Sqwitter – demonstrating a Seaside app

Squser>>allSqweets
“returns messages from self and friends”
| allsqweets |
allsqweets := SortedCollection sortBlock: [ :a :b | a timestamp < b timestamp ].
allsqweets addAll: self messages.
myFriends do: [ :each | allsqweets addAll: each messages ].
^ allsqweets

———————-

allSqweets  is a simple 4 line method, but delivers the core feature of Twitter: displaying a timeline of all a user’s  and his friends’ messages.  And thus started my exploration into Seaside, a Smalltalk framework for developing web applications.

I started playing around with Seaside last year, but time constraints prevented me from getting too far.  But, I’m at it again.  This latest burst of energy was in part generated by the “fail whale” of Twitter.  Prompted by friends, I started using Twitter a lot from the early part of this year.  Pretty cool, simple application, yet, why does it keep crashing?  Hey, though, it’s got a million users, so give it a break.

A more perplexing problem, to me at least, was the linking of replies.  Or the lack of said linking.  I click “reply” to someone’s twitter, post my reply.  There’s even a link on my posting “in reply to …”.  Click on it, and more times than not, it would link back to some other message, not the message I was replying to.  What’s up with that?  It got me thinking: conceptually, Twitter is a really simple application: what would it look like in Smalltalk?  Not trying to solve performance problems or scalability or anything real like that, but simply as a pure object exercise, just what would Twitter look like in Smalltalk?

I’ve been looking around for other web frameworks to develop in.  That’s why I’ve given Seaside a serious look.  On the prompting of other friends, I recently gave Ruby on Rails a look, and earlier had glanced over at Django.  Both, surprisingly, kind of gave me the shudders: pop in some code for your initial objects, and they auto-generate lots of code for you.  All code broken down into a clean separation of concerns: model files here (class definitions), view files there (web templates), controllers over there.  Nice, but now I’ve got lot’s of files, and I’ve got to navigate my way around to figure out what to modify where.  I’m sure once you get used to it, it’s easy to remember what directory has what files, but I’m impatient you see, and don’t have much spare time (see above).

All these files reminded me of my C development days, with scores of header files (.h), code files (.c), and my own make files, etc.  I’m not knocking these frameworks on the Ruby or Python languages – long ago, I learned that language wars are useless.  But, maybe it’s just my aesthetic:  I’ve always found Smalltalk super clean and easy to read and navigate, and it remains my fastest development language.  So, yeah, maybe Ruby and Python are “Rapid-Enough” Application Development environments, compared to, say Java or Visual Basic, but I yearn for truly Rapid Application Development again.

Then came Barcamp Houston.  Kind of creeped up on me.  It wasn’t til the morning of the conference when I suddenly got inspired:  I should present something here!  But, a late start to the day, and an already depleted laptop battery proved challenges for preparing any kind of presentation, much less something that wouldn’t embarress me.  I would need to spend a little time relearning the Seaside environment (which has undergone a few point releases since last year), and thinking through an application.

Then my thoughts went back to the Twitter applicaiton.  Wouldn’t that be a simple application to demonstrate within Seaside?  And sure enough, it was been: in fact, too simple to demonstrate some of Seaside’s more powerful features (like tasks and workflow – the real meat of “continuations”).  Nevertheless, a good test case to begin.

So, I still don’t have much time in my busy schedule, what with my own projects, my business, family, assisting in the launching of my wife’s new restaurant, etc., but I have been able to squeeze in a few hours here and there to develop Sqwitter, an implementation of Twitter in Squeak and Seaside.  The next several blog postings will walk through my development of Sqwitter, and should serve as a useful tutorial for Seaside (there are already some excellent tutorials on the web, and a book too).  When I finish the code, I’ll also roll the application out to a demonstration website for readers to play.

Next: Sqwitter objects and Seaside components.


Exercise: Of the lines below, report only those that contain "small".

Records for this exercise:

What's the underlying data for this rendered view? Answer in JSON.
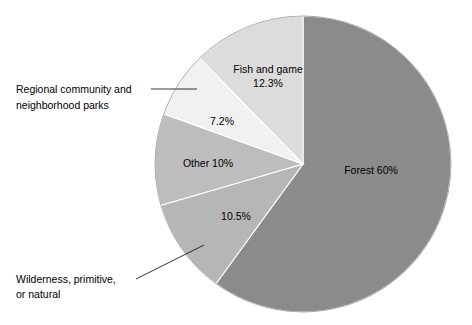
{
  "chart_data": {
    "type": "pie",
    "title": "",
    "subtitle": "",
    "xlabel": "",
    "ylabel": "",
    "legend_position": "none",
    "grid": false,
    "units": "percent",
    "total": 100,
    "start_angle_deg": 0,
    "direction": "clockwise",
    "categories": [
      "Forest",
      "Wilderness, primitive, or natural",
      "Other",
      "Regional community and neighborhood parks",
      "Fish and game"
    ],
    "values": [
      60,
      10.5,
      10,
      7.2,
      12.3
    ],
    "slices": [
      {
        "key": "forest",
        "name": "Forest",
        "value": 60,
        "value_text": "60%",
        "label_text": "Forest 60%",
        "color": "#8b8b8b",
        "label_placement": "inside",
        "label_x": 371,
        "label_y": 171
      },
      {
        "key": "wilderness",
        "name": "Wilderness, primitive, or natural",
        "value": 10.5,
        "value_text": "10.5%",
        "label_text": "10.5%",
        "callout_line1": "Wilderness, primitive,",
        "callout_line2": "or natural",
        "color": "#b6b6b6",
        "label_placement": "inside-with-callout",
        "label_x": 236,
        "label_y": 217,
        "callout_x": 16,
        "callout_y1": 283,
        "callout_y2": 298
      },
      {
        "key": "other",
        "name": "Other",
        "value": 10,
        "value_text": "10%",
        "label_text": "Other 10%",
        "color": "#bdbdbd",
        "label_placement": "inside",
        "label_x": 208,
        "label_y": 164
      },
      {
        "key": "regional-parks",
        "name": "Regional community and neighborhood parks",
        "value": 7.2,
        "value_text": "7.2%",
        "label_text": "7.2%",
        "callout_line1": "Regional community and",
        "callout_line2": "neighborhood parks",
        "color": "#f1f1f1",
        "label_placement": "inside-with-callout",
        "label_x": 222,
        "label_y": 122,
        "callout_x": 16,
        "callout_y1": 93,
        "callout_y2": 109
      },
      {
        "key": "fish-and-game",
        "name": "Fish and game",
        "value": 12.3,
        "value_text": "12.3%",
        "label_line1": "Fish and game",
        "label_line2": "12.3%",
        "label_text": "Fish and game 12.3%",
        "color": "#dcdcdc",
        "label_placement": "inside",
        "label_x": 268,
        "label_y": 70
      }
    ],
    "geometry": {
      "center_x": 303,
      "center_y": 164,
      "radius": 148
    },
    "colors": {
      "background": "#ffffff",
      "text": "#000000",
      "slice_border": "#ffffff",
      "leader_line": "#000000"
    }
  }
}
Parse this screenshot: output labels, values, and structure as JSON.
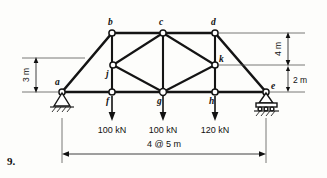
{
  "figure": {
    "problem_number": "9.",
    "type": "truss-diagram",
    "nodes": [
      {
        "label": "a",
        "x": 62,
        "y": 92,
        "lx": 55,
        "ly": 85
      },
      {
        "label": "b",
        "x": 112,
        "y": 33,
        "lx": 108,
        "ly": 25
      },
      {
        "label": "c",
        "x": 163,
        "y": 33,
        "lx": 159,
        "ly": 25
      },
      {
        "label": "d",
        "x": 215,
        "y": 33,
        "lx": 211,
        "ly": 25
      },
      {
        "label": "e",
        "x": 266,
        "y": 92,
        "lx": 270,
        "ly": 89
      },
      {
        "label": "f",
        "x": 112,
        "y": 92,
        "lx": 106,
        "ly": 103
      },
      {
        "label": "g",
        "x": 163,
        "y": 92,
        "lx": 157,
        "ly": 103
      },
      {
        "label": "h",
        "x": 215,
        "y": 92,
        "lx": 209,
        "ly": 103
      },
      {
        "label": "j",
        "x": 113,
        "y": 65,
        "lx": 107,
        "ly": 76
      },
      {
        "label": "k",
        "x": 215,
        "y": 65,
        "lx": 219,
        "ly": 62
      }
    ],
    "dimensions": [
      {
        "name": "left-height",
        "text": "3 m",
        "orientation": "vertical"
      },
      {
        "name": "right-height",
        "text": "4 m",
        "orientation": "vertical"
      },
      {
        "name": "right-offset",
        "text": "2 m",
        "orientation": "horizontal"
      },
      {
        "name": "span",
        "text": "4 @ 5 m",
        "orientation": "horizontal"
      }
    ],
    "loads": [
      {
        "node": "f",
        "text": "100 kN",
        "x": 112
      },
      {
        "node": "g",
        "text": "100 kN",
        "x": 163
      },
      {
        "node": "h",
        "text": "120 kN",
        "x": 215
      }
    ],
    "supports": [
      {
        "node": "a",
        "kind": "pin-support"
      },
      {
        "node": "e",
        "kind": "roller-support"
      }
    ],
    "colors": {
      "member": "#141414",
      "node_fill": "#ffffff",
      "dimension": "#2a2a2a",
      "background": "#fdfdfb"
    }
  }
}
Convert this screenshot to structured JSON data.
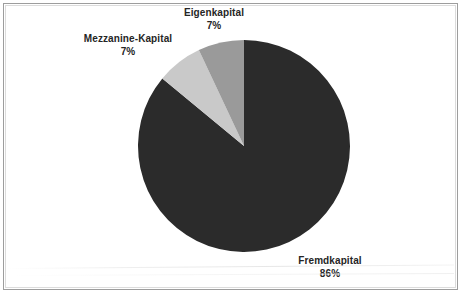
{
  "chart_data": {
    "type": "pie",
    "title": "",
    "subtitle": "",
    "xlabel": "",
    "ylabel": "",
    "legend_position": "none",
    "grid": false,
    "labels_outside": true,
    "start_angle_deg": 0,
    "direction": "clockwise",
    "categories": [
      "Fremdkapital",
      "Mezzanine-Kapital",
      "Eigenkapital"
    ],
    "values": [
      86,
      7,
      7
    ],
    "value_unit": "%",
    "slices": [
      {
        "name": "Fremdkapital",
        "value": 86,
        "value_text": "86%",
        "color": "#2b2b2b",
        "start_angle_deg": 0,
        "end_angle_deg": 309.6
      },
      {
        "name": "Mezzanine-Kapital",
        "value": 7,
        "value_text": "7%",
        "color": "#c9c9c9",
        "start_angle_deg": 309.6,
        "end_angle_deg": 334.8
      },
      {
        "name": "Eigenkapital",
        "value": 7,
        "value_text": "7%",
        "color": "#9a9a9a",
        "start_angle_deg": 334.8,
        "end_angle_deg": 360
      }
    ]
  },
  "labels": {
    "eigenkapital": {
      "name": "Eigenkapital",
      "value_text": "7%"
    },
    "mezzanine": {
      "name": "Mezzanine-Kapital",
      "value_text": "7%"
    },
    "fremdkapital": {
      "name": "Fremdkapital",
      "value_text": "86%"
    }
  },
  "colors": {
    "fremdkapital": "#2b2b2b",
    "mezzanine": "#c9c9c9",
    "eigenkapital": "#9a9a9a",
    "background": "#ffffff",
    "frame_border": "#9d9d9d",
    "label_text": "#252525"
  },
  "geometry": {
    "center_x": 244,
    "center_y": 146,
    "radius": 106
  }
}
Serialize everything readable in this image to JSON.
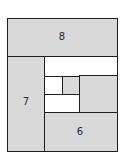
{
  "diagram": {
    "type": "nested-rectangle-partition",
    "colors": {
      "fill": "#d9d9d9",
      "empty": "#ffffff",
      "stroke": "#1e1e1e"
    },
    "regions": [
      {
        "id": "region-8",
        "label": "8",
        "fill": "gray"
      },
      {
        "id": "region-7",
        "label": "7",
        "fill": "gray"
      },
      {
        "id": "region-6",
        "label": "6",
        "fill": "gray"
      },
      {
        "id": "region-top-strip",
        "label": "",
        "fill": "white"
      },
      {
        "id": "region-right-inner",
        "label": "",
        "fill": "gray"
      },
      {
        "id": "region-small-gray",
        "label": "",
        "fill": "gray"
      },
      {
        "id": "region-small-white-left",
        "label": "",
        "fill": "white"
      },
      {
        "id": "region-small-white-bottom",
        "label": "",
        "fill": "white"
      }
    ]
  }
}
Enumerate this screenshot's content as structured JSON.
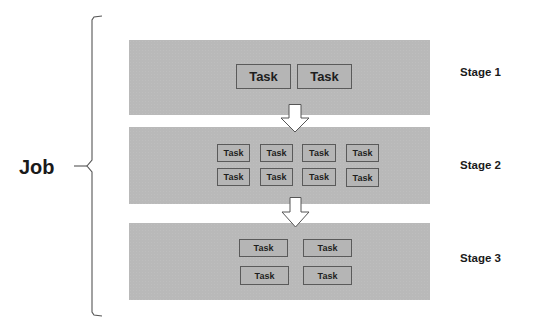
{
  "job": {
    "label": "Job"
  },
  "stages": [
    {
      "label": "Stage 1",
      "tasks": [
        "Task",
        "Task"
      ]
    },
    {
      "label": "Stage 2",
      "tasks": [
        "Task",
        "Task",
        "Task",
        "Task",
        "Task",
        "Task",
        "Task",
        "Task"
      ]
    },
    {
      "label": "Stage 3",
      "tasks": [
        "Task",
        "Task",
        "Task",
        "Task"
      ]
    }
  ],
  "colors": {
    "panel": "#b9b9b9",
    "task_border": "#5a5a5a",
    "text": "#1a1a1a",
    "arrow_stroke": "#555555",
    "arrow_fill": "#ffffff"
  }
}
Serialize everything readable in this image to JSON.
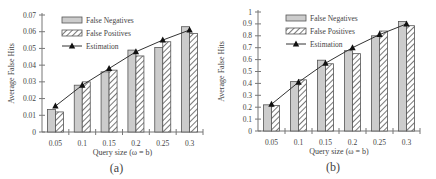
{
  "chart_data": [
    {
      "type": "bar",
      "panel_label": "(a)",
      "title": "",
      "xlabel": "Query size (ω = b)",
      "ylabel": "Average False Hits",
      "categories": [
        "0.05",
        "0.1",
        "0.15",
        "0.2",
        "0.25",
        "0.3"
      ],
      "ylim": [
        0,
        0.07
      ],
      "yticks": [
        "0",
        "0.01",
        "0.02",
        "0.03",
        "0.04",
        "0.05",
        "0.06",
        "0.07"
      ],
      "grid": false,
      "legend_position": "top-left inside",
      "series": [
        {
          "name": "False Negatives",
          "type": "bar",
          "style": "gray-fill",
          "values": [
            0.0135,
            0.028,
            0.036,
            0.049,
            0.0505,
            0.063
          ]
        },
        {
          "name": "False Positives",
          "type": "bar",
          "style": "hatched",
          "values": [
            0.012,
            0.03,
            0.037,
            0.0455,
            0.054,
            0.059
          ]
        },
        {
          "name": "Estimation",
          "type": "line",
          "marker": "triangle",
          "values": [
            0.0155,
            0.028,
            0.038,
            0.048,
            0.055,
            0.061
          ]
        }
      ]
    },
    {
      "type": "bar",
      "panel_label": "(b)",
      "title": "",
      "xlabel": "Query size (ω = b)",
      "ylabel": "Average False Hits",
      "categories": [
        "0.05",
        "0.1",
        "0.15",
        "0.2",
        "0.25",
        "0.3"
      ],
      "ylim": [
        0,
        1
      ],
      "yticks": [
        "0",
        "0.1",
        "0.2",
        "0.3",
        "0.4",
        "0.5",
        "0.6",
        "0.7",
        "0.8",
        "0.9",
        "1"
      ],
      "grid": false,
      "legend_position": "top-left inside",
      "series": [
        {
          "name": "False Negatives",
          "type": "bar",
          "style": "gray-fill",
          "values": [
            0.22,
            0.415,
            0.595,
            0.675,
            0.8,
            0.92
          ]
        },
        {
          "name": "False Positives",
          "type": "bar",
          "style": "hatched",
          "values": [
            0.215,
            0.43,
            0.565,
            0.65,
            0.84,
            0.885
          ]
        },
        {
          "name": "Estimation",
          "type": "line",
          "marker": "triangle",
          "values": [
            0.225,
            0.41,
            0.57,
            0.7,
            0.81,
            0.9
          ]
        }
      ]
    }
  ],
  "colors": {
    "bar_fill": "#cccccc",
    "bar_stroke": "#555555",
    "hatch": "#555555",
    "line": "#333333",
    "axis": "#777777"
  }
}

Solution to this task:
        "id": "region-small-gray",
        "id": "region-small-white-left",
        "id": "region-small-white-bottom",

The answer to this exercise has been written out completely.